Neither side convinced the other (I鈥檒l get the link up tomorrow).
But here鈥檚 mistake they made: the CEOs argued that a) President Obama鈥檚 plan raised too much in tax revenue, and b) Bowles/Simpson plan was much better and Obama made a big mistake not adopting it.
What I kept trying to tell them鈥攁nd all three, including Larry the K got this wrong鈥攚as that Bowles/Simpson raises more revenue than Obama.

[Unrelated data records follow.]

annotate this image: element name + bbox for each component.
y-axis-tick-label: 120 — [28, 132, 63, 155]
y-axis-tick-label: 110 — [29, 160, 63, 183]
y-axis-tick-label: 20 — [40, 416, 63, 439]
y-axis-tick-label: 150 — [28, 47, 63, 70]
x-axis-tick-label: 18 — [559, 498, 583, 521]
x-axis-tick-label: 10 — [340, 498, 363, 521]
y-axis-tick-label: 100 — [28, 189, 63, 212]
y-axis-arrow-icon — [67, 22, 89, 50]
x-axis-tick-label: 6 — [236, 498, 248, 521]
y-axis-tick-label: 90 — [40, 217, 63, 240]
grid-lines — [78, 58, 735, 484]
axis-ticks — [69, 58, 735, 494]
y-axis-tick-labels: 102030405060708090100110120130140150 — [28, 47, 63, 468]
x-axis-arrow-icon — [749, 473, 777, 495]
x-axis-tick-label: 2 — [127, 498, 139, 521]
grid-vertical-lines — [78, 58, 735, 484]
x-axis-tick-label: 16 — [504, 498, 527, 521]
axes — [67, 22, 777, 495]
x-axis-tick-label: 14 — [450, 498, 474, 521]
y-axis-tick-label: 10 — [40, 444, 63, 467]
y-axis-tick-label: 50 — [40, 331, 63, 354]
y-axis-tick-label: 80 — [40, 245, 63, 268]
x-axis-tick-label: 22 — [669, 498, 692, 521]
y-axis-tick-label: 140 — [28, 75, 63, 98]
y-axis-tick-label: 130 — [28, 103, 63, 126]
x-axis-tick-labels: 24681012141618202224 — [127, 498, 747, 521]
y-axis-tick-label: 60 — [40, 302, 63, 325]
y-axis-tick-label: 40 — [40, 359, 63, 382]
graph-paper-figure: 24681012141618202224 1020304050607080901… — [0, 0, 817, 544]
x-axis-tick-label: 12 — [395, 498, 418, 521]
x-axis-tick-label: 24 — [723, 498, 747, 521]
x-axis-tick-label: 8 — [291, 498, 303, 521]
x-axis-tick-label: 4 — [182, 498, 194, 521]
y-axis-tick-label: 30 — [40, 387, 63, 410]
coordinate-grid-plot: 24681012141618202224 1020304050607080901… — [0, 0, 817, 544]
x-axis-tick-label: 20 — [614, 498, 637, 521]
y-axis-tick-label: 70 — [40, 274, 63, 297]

In fairness, it鈥檚 an easy mistake to make. As shown in their Table 3 , Bowles/Simpson raises about $1 trillion in new revenue. But that鈥檚 above the revenue you get from allowing the highend Bush tax cuts to sunset, which, unlike the President, they assume in their baseline. Adding those revenues back in, and updating to be comparable with the President鈥檚 proposal, gets B/S up to about $2 trillion, as shown in Table 4 from the Committee for a Responsible Budget.

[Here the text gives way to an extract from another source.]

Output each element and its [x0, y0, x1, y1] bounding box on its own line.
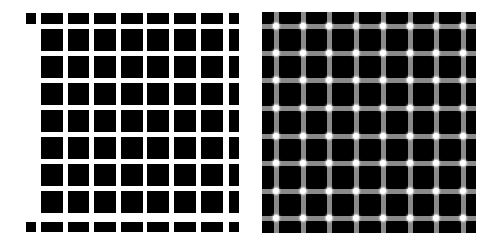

The President鈥檚 plan counts the highend Bush revenues in its $1.5 trillion total. So B/S raise about half a trillion more in revenue than the President.
If you want to make sense, you can鈥檛 critique the President for both raising too much revenue in his plan and not enacting Bowles/Simpson. If you don鈥檛 want to make sense, well鈥hen you can say anything.